Like many in our community, I was raised Baptist. In my case, it was worse. My father was a Baptist preacher for more than fifty years. As a young child, I was a Royal Ambassador, proficient in Bible drills. I could quote many important passages of scripture from the King James Bible. I earned Sunday School perfect-attendance badges so many years in a row that I looked like a four-star general on perfect-attendance day. I never missed Baptist Training Union on Sunday evenings nor prayer services on Wednesdays, not to mention two one-week revivals every year and Vacation Bible School. Baptists spend a lot of time in church.
To my parents’ dismay, I married outside the faith, and my young Lutheran wife suggested that we compromise and join a Lutheran church. In this experience I learned two important lessons. A good marriage is built on compromise, which women understand differently than men; and being a Lutheran is far less challenging than being a Baptist.
The Lutheran church is liturgical, which means there is a calendar of events and scriptural passages that follow throughout the year. January 6th is the first big event in the liturgical year. It’s called The Epiphany and celebrates the day Wise Men from the east visited the baby Jesus in Bethlehem. An epiphany is a sudden realization or understanding, in this case gained by the wise men that the baby born in Bethlehem was a special child who would change the hearts and minds of many.
The story is allegorical. This doesn’t mean it isn’t true, but later writers used it to explain the significance of what had happened to the child as an adult. We see this in the three gifts brought by the visitors: gold, frankincense, and myrrh. Gold represented royalty. The child would be a king whose kingdom would have no end. Frankincense was for the spiritual dimensions of the baby’s presence and life. He would be a spiritual leader. Myrrh was a common embalming substance and predicted that the child would give his life for his followers.
In the 13th chapter of the Book of Romans, St. Paul reflects on the many “do-nots” that the Law of Moses prescribes for daily life. Do not steal or murder or commit adultery. Then, in verse 9, as though he has a sudden realization or understanding of something profoundly important—an epiphany—Paul changes direction and simply says, “You shall love your neighbor as yourself. Love does no wrong to a neighbor; therefore, love is the fulfilling of the law.”
What would our lives be like if all of us loved our neighbors all the time? Perhaps we would show compassion for the poor immigrant who is desperately fleeing a dysfunctional and dangerous country. We might listen patiently to others whose political beliefs are different from our own, offering only measured and quiet responses devoid of bitterness and recrimination. We would greet the grungy stranger holding a sign proclaiming his hunger, not with suspicion and disregard, but with simple generosity and support. Our city, county, state and country would surely change. What if we replaced passion for the defense of our opinions with sincere compassion and respect for others?
The Epiphany is both a historical event and one that points us in different directions, including thoughtfulness, kindness, benevolence, and civility; in other words, loving one another. The wise know this and believe there is hope for us still, and this understanding is the true meaning of the Epiphany.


### EXERCISE INSTRUCTIONS:
Below are records; copy every line in them that holds the word "Shop".
======== SUPPLIED MATERIAL ========
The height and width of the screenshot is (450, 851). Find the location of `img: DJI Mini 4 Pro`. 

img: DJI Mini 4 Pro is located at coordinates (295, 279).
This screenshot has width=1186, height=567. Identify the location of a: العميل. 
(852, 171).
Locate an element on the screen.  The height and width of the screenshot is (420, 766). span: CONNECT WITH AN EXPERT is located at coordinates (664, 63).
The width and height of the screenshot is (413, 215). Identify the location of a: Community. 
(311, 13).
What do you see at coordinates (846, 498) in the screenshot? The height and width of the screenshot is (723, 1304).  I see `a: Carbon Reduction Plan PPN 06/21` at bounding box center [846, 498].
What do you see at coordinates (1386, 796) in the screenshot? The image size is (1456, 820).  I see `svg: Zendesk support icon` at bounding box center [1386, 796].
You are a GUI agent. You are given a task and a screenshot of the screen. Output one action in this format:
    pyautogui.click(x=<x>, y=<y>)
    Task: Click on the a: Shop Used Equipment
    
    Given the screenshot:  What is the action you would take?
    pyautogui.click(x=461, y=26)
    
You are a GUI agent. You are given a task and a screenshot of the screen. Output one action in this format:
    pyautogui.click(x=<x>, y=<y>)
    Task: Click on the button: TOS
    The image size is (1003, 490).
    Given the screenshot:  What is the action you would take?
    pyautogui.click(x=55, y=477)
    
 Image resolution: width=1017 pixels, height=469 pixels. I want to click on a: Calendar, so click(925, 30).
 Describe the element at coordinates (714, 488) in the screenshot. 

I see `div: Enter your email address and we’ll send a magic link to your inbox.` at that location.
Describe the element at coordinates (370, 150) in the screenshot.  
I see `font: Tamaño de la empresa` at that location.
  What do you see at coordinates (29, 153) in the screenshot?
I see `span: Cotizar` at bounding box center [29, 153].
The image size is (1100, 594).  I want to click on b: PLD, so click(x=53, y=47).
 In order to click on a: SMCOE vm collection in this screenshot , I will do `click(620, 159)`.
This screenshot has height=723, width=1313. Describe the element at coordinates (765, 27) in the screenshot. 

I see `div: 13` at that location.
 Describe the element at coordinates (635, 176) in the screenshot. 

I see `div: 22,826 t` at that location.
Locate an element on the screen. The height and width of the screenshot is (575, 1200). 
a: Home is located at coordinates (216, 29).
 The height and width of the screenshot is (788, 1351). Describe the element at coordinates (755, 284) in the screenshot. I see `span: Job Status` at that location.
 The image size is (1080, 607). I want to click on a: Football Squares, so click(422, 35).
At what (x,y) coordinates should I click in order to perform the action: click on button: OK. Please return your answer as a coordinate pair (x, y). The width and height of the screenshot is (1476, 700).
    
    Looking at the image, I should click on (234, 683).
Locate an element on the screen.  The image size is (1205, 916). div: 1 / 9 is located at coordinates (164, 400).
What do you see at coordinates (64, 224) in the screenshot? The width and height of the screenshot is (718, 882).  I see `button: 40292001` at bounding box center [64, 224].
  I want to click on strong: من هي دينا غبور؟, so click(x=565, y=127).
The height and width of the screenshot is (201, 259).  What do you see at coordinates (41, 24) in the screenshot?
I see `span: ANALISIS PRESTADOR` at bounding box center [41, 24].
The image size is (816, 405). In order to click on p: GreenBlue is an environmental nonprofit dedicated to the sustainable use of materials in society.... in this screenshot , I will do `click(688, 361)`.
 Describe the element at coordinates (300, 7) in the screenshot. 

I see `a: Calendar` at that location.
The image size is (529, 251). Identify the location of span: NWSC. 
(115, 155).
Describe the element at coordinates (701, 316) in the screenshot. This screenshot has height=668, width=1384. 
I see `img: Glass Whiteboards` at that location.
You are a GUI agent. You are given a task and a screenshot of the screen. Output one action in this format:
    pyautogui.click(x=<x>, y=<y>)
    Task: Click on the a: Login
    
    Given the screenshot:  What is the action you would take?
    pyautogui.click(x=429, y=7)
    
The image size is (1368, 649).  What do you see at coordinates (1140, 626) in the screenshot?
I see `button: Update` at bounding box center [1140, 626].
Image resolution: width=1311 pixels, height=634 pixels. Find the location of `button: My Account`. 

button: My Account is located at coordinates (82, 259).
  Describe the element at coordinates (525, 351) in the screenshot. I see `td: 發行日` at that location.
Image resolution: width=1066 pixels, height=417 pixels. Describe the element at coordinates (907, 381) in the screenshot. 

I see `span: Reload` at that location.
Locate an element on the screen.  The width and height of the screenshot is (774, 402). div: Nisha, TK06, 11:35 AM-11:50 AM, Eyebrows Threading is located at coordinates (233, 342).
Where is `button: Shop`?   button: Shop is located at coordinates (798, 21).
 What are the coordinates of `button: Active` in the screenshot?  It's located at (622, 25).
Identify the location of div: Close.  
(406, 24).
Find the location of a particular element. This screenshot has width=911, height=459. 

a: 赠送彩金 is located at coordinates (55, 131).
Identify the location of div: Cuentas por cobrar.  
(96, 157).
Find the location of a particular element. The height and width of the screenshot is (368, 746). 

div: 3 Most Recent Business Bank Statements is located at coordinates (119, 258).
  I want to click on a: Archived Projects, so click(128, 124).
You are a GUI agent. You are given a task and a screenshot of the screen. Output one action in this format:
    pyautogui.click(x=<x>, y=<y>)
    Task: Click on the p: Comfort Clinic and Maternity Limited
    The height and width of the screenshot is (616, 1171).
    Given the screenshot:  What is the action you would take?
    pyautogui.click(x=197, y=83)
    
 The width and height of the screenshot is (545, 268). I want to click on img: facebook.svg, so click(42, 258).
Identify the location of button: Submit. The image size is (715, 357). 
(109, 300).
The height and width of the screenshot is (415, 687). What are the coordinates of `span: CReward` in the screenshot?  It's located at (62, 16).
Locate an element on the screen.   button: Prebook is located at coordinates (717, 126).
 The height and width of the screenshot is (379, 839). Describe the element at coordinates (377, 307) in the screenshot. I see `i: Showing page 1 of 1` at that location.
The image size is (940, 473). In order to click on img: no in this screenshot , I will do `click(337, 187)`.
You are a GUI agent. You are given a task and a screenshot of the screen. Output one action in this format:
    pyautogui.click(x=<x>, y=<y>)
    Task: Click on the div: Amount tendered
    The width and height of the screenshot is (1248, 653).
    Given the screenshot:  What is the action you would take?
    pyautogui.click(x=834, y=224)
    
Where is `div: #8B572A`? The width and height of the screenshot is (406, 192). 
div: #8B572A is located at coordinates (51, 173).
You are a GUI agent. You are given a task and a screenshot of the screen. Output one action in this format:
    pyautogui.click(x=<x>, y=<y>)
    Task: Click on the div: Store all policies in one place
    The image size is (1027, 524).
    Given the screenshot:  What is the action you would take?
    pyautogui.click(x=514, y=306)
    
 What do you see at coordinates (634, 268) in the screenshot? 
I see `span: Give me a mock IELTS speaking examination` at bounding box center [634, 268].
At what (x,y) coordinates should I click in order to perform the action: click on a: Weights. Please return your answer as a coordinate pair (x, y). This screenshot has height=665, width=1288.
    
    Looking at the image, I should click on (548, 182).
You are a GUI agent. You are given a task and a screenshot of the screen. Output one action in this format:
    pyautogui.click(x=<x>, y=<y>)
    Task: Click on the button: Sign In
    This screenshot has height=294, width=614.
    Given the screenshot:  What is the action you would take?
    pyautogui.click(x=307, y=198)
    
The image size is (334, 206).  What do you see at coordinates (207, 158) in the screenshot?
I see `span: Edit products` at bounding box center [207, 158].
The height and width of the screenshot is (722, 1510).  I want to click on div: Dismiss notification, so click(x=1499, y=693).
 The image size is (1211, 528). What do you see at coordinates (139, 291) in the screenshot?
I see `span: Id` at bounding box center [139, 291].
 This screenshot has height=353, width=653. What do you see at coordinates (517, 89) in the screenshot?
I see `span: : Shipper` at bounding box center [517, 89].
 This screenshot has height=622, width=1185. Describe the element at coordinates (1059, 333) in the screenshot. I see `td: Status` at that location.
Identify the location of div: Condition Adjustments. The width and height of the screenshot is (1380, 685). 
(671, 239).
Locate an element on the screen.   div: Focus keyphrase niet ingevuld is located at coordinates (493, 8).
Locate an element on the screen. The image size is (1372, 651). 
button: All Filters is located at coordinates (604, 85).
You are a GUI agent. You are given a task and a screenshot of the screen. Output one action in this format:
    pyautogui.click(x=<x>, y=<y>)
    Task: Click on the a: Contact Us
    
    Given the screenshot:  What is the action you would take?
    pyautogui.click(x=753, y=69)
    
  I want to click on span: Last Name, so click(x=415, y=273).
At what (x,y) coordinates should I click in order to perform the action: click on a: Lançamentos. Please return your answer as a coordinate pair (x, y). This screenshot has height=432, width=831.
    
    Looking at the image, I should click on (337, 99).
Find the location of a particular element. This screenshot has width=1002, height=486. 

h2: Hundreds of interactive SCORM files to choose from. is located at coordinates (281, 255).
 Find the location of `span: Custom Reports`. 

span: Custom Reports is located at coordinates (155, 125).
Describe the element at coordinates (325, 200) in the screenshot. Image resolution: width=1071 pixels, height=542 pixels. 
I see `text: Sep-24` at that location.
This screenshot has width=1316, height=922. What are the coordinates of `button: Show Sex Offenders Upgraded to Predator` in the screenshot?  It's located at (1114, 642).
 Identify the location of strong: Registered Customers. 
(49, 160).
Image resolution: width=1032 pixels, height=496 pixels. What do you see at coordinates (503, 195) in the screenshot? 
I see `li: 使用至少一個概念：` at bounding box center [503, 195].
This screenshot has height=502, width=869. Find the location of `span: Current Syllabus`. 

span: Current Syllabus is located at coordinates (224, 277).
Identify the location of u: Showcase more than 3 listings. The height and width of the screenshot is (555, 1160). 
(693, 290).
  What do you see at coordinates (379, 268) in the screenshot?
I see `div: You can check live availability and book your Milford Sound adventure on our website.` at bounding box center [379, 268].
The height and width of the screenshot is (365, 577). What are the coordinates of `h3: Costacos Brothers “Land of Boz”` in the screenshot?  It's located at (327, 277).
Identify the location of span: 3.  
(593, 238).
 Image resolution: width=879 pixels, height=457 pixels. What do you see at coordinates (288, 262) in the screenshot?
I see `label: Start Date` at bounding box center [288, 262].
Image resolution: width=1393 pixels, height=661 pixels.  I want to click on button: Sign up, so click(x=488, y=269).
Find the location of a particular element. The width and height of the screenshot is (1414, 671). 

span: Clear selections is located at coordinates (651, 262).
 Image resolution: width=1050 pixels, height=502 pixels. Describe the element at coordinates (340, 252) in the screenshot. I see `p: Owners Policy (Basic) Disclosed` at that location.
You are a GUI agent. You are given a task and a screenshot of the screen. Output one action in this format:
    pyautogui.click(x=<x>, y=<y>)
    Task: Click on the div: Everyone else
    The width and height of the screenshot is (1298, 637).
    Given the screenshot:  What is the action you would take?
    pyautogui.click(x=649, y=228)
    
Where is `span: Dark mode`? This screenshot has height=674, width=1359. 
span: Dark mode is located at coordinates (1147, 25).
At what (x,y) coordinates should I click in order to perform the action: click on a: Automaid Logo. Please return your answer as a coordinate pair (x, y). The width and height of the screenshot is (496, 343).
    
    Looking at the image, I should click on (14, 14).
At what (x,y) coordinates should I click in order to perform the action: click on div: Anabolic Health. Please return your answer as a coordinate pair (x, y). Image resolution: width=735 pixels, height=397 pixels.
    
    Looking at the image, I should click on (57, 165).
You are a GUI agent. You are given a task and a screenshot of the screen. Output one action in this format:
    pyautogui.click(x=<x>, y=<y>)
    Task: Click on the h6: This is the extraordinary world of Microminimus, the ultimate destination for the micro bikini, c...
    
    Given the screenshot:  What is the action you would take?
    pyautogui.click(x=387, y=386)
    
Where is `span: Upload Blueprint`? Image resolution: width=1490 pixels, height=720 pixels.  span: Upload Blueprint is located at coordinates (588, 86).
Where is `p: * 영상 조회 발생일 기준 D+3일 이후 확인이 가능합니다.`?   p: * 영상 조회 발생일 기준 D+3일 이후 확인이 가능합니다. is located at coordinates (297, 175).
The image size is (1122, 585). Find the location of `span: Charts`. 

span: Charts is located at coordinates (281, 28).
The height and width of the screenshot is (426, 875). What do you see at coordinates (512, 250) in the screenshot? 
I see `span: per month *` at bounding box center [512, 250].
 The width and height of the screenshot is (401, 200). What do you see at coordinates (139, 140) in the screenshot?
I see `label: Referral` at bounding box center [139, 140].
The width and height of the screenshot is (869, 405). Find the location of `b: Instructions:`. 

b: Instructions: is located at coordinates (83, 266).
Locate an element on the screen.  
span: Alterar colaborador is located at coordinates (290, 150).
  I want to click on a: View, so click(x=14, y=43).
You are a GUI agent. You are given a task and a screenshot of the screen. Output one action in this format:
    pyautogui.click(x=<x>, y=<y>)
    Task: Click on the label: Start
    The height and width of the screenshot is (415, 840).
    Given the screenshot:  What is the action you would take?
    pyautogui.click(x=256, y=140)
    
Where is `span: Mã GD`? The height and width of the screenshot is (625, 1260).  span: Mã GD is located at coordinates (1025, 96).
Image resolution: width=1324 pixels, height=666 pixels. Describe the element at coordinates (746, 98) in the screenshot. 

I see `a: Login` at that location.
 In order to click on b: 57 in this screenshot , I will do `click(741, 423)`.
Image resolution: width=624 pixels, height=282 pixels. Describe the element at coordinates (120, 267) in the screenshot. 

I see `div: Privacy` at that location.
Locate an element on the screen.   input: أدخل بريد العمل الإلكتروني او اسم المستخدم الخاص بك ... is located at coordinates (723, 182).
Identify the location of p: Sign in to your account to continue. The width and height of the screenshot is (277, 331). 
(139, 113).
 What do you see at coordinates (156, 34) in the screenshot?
========
### SOLUTION TO THIS TASK:
    Task: Click on the a: Shop Used Equipment
Where is `button: Shop`?   button: Shop is located at coordinates (798, 21).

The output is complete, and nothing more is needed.